Method of selecting an active oligonucleotide predictive model
a predictive model and oligonucleotide technology, applied in the field of antisense oligonucleotide activity, can solve the problems of large amount of data, large number of oligonucleotides that must be synthesized, and limited performance, and achieve the effect of facilitating the selection of a predictive algorithm
- Summary
- Abstract
- Description
- Claims
- Application Information
AI Technical Summary
Benefits of technology
Problems solved by technology
Method used
Image
Examples
example 1
After testing a variety of data mining methods, the decision learning induction method to predict oligomer activity was selected for study. As is known by those of skill in the art, decision trees are typically used for inductive inference and can approximate discrete value functions. In comparison to neural networks, regression trees and other methods, the decision tree method is very successful at learning patterns in data in the given dataset, as well as presenting the output in a readable form. The output model of a decision tree learning method is a tree having a hierarchy of attributes, each of which splits the data in the best way at that point in time (the tree is built from the root down), and the leaves that classify the oligomer instances.
After initial cleaning and filtering of a part of the Isis Pharmaceuticals proprietary screening data, the data was classified into two categories: Active and Inactive, and was ready to train. In the training and learning phase, we te...
example 2
Using ‘Flex’ Motifs in Predictive Modeling of Antisense Oligonucleotides
In the previous Example is presented an approach that included the energies as well as motifs, in addition to several other descriptors that helped build a more efficient predictive model of oligo activity. Moreover, a decision tree induction model that gives a human-readable output in the form of a hierarchical tree. This example evaluated to predicting 66% of correctly classified oligos, tested using 10-fold cross-validation.
A tetramotif is a four NT long subsequence in an antisense oligo sequence. The motif analysis of Isis Pharmaceuticals' data gave a list of more than fifty motifs that are positively and negatively related to oligo activity. We used this list of motifs as a part of the input into the decision tree learning schema to help us build a predictive model. There were a total of 88 attributes that were input to the model.
Reduction of attribute space, provided the predictive ability of the su...
example 3
The Relevance of Features in Predictive Modeling of Antisense Oligonucleotides
This Example incorporates Features into the logic used in previous Examples.
The features included exon, intron, start, stop, 3″UTR, 5″UTR and others (FIG. 1). An algorithm was devised for scoring the oligos based on whether they are designed to overlap a feature. The algorithm is feature-length dependent, and basically reflects the number of bases that overlap with the feature. Following is the list of features used:
Table 3.1. The list of DNA Structural Features Used in Predictive Modeling of Oligo Activity
CDS start stop transcriptional start 5′UTR 3′UTR exon intron exon:exon junction exon:intron junction polyA signal
After adding the new features attributes to the dataset, a variety of experiments were performed searching for an optimal model by varying the architecture and list of parameters. The input to the decision tree induction method consisted of: oligo sequence information, fle...
PUM
Property | Measurement | Unit |
---|---|---|
threshold level | aaaaa | aaaaa |
threshold level | aaaaa | aaaaa |
hydrogen-bonded structure | aaaaa | aaaaa |
Abstract
Description
Claims
Application Information
- R&D Engineer
- R&D Manager
- IP Professional
- Industry Leading Data Capabilities
- Powerful AI technology
- Patent DNA Extraction
Browse by: Latest US Patents, China's latest patents, Technical Efficacy Thesaurus, Application Domain, Technology Topic, Popular Technical Reports.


Task directions = Each entry below is to be written out exactly, and the pictures are to be left out.

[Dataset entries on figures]
================
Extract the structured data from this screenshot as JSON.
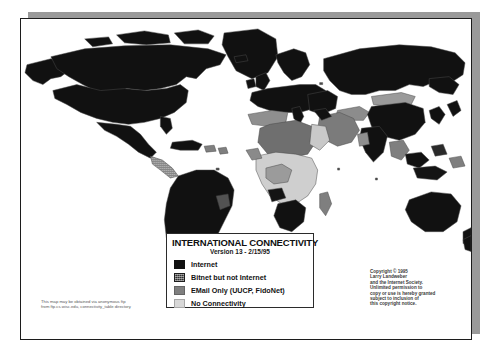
{
  "document": {
    "kind": "scanned-map-page",
    "title": "INTERNATIONAL CONNECTIVITY"
  },
  "legend": {
    "title": "INTERNATIONAL CONNECTIVITY",
    "version": "Version 13 - 2/15/95",
    "items": [
      {
        "label": "Internet",
        "swatch": "black",
        "color": "#111111"
      },
      {
        "label": "Bitnet but not Internet",
        "swatch": "dark-dither",
        "color": "#2e2e2e"
      },
      {
        "label": "EMail Only (UUCP, FidoNet)",
        "swatch": "medium-gray",
        "color": "#7f7f7f"
      },
      {
        "label": "No Connectivity",
        "swatch": "light-gray",
        "color": "#d8d8d8"
      }
    ]
  },
  "copyright": {
    "lines": [
      "Copyright © 1995",
      "Larry Landweber",
      "and the Internet Society.",
      "Unlimited permission to",
      "copy or use is hereby granted",
      "subject to inclusion of",
      "this copyright notice."
    ]
  },
  "ftp_note": {
    "lines": [
      "This map may be obtained via anonymous ftp",
      "from ftp.cs.wisc.edu, connectivity_table directory"
    ]
  },
  "colors": {
    "page_background": "#ffffff",
    "page_border": "#1c1c1c",
    "drop_shadow": "#9a9a9a",
    "ocean": "#ffffff",
    "internet": "#111111",
    "bitnet": "#2e2e2e",
    "email_only": "#7f7f7f",
    "no_connectivity": "#d8d8d8",
    "country_outline": "#4a4a4a"
  },
  "map": {
    "projection": "world-equirectangular",
    "regions": [
      {
        "name": "north-america",
        "class": "internet"
      },
      {
        "name": "greenland",
        "class": "internet"
      },
      {
        "name": "central-america",
        "class": "email_only"
      },
      {
        "name": "south-america",
        "class": "internet"
      },
      {
        "name": "europe",
        "class": "internet"
      },
      {
        "name": "north-africa",
        "class": "email_only"
      },
      {
        "name": "sub-saharan-africa",
        "class": "no_connectivity"
      },
      {
        "name": "southern-africa",
        "class": "internet"
      },
      {
        "name": "middle-east",
        "class": "email_only"
      },
      {
        "name": "russia",
        "class": "internet"
      },
      {
        "name": "central-asia",
        "class": "no_connectivity"
      },
      {
        "name": "east-asia",
        "class": "internet"
      },
      {
        "name": "southeast-asia",
        "class": "email_only"
      },
      {
        "name": "australia",
        "class": "internet"
      },
      {
        "name": "new-zealand",
        "class": "internet"
      }
    ]
  }
}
================
Result below =
Extract the structured data from this screenshot as JSON.
{
  "document": {
    "kind": "scanned-map-page",
    "title": "INTERNATIONAL CONNECTIVITY"
  },
  "legend": {
    "title": "INTERNATIONAL CONNECTIVITY",
    "version": "Version 13 - 2/15/95",
    "items": [
      {
        "label": "Internet",
        "swatch": "black",
        "color": "#111111"
      },
      {
        "label": "Bitnet but not Internet",
        "swatch": "dark-dither",
        "color": "#2e2e2e"
      },
      {
        "label": "EMail Only (UUCP, FidoNet)",
        "swatch": "medium-gray",
        "color": "#7f7f7f"
      },
      {
        "label": "No Connectivity",
        "swatch": "light-gray",
        "color": "#d8d8d8"
      }
    ]
  },
  "copyright": {
    "lines": [
      "Copyright © 1995",
      "Larry Landweber",
      "and the Internet Society.",
      "Unlimited permission to",
      "copy or use is hereby granted",
      "subject to inclusion of",
      "this copyright notice."
    ]
  },
  "ftp_note": {
    "lines": [
      "This map may be obtained via anonymous ftp",
      "from ftp.cs.wisc.edu, connectivity_table directory"
    ]
  },
  "colors": {
    "page_background": "#ffffff",
    "page_border": "#1c1c1c",
    "drop_shadow": "#9a9a9a",
    "ocean": "#ffffff",
    "internet": "#111111",
    "bitnet": "#2e2e2e",
    "email_only": "#7f7f7f",
    "no_connectivity": "#d8d8d8",
    "country_outline": "#4a4a4a"
  },
  "map": {
    "projection": "world-equirectangular",
    "regions": [
      {
        "name": "north-america",
        "class": "internet"
      },
      {
        "name": "greenland",
        "class": "internet"
      },
      {
        "name": "central-america",
        "class": "email_only"
      },
      {
        "name": "south-america",
        "class": "internet"
      },
      {
        "name": "europe",
        "class": "internet"
      },
      {
        "name": "north-africa",
        "class": "email_only"
      },
      {
        "name": "sub-saharan-africa",
        "class": "no_connectivity"
      },
      {
        "name": "southern-africa",
        "class": "internet"
      },
      {
        "name": "middle-east",
        "class": "email_only"
      },
      {
        "name": "russia",
        "class": "internet"
      },
      {
        "name": "central-asia",
        "class": "no_connectivity"
      },
      {
        "name": "east-asia",
        "class": "internet"
      },
      {
        "name": "southeast-asia",
        "class": "email_only"
      },
      {
        "name": "australia",
        "class": "internet"
      },
      {
        "name": "new-zealand",
        "class": "internet"
      }
    ]
  }
}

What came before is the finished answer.